I want the decision to be for him, to spare him suffering, not because I’m too tired to make it through another night, or because winter break is almost over and we’ve got to get back to work, or because he’s starting to dribble pee on his bed. But all the reasons are entwined; you can’t separate them out like that.
It would be easier if his suffering was constant, but during the day he often seems content, even happy. Yesterday he limped up to the top of the driveway and stood there, nostrils twitching, eyes squinting in the sunlight. I couldn’t coax him back in. He let out his tongue when he smiled, and I didn’t have the heart to insist. I dragged out a lawn chair and we sat there together, faces lifted to the rare winter rays. Neighbors slowed their cars and gave quizzical waves. The mailman pulled up and handed me a bundle. “Best dog on my route,” he said with a firm pat. No one guessed that this huge, regal beast with the lopsided smile was devouring the last precious hours of his life.

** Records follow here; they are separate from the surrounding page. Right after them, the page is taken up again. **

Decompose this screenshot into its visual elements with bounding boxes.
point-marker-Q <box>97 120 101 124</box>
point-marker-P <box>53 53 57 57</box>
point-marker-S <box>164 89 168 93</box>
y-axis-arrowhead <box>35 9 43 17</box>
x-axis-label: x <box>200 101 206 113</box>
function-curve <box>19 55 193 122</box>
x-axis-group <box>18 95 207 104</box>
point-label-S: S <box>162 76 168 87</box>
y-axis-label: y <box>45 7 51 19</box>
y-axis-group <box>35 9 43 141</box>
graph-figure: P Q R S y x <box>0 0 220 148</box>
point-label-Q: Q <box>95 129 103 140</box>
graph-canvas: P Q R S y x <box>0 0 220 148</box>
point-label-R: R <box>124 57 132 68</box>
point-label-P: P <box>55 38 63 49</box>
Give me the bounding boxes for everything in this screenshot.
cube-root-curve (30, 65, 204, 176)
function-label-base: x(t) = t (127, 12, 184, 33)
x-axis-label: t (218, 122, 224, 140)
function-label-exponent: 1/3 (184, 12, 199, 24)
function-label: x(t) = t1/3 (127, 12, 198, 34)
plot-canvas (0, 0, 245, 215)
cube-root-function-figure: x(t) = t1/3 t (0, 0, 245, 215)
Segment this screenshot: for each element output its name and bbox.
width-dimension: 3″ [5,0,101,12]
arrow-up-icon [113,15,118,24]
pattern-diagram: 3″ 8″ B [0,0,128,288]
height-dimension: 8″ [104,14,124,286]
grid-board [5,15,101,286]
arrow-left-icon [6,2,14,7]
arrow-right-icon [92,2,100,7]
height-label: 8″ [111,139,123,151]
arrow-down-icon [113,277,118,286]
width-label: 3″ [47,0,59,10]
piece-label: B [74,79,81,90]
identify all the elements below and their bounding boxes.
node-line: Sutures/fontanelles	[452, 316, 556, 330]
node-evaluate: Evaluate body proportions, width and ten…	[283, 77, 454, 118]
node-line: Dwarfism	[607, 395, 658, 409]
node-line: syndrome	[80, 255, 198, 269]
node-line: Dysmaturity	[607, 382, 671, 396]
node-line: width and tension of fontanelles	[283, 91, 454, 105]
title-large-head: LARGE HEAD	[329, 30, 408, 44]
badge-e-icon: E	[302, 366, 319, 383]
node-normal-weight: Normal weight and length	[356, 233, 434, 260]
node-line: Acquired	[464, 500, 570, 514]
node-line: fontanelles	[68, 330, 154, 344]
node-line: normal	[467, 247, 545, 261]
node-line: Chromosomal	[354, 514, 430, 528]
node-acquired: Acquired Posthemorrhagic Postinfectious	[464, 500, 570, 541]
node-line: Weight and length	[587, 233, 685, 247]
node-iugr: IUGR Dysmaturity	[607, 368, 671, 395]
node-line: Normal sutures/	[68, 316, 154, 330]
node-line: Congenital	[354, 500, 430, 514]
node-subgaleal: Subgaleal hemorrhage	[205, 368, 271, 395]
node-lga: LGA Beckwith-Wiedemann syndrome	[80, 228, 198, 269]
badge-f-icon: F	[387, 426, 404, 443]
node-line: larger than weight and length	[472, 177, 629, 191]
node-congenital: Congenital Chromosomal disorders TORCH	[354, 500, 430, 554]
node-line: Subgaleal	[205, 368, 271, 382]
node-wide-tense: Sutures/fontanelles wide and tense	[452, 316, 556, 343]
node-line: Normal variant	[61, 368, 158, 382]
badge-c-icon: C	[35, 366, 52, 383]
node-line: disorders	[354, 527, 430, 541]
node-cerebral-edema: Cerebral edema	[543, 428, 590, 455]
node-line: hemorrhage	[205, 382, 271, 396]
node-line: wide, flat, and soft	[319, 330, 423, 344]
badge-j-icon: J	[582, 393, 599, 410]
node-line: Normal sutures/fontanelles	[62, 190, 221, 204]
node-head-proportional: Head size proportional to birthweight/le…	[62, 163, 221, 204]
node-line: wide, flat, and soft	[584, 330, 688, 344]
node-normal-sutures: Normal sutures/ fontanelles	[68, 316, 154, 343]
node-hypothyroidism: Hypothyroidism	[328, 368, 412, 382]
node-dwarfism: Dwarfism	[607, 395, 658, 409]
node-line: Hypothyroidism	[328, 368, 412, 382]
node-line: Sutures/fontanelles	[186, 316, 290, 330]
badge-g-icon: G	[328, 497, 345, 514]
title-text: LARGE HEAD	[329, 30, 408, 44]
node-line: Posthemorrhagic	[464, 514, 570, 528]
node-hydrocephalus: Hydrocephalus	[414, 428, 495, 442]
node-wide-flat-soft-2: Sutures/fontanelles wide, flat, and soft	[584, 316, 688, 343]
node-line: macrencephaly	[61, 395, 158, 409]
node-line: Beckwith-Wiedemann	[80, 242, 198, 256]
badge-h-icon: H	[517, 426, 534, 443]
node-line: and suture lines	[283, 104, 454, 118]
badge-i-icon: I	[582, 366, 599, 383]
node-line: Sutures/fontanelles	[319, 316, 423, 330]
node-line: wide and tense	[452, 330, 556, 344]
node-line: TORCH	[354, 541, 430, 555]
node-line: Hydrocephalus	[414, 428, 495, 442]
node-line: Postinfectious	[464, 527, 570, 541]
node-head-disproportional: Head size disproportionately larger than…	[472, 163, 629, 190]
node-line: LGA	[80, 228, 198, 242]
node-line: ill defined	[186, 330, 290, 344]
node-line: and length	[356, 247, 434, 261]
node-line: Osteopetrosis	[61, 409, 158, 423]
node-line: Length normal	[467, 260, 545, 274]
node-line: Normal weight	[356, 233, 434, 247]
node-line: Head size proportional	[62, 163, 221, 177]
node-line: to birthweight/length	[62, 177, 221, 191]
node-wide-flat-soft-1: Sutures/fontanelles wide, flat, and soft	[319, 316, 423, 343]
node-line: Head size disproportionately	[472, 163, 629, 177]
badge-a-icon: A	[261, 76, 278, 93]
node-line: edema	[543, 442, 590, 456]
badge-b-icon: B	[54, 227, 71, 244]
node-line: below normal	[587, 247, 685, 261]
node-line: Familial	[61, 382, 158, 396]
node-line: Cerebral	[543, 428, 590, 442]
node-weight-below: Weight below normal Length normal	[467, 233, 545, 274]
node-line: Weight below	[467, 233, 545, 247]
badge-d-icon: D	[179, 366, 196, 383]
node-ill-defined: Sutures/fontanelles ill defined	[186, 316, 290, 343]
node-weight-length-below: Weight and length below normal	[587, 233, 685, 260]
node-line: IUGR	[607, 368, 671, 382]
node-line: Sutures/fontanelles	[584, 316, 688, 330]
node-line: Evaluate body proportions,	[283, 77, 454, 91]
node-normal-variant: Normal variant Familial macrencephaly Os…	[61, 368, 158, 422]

“What if by putting him to sleep, we’re robbing him of some natural process that we don’t know about?” I ask Kate. “Something that’s essential to his transition to the other side?”
Kate thinks a minute. “Like natural childbirth?”
“Kind of,” I say.
“Well, do you feel more enlightened having birthed Toby naturally than, say your sister having a Caesarian? Do you think Toby’s any better off than Heidi?” Of course I don’t. I guess all in all, it doesn’t matter how you get there.
“But what if Riley’s like your Mom?” I say, “And no matter how much he suffers, he wants to wring every last drop of living from his life? What if he doesn’t want us to make it easier for him – that that’s really just an excuse we make up for ourselves? That it’s really about making it easier for us because we can’t stand to see him suffer?”
Kate has no answers, and if Riley does, I’ll never know. We can only do what logic deems best and drag our reluctant hearts along.
Kathy and Ron are friends as well as vets, and they come to our house on a rainy Friday night. It was Kathy who helped us eight years ago, when we had to put our last dog down. Jesse ambushed her in the driveway that day with a water pistol, determined to fend off “Dr. Death.” He bends over now to hug her. “I promise I won’t fight you this time.”
Tonight Riley has feasted on beef stew and buttered bread, followed by an ice cream cone. For a while his old exuberance kicked in, and when Toby came over, Riley met him at the door with happy barks. But for the last hour, he’s been quiet. We gather on the floor around him.
He knows something’s up. When Ron reaches for Riley’s leg to put in the IV, Riley twists his head around to look up at Jesse, who is crying. For a moment, I think he will struggle, but he lies back down and his breathing slows. By the time Kathy asks if we’re all ready, Riley appears to be sleeping.
I couldn’t tell when his breath left him. He just stayed in a perpetual sleep.
~
Last week the U.S. Supreme Court rejected the Bush administration’s attempt to overthrow Oregon’s Right to Die law. I gave a victory sigh.
I can’t know for sure what’s right. How can any of us who have not been through it? And then it’s too late. But it seems only fair that we give ourselves the right to make the same decisions we make for our pets. It’s a decision I never want to have to make for myself, but I feel better knowing the option is there. And when my time comes, I hope I have half the chutzpah of Bev, all of Riley’s trusting grace, and a circle of those I love around me.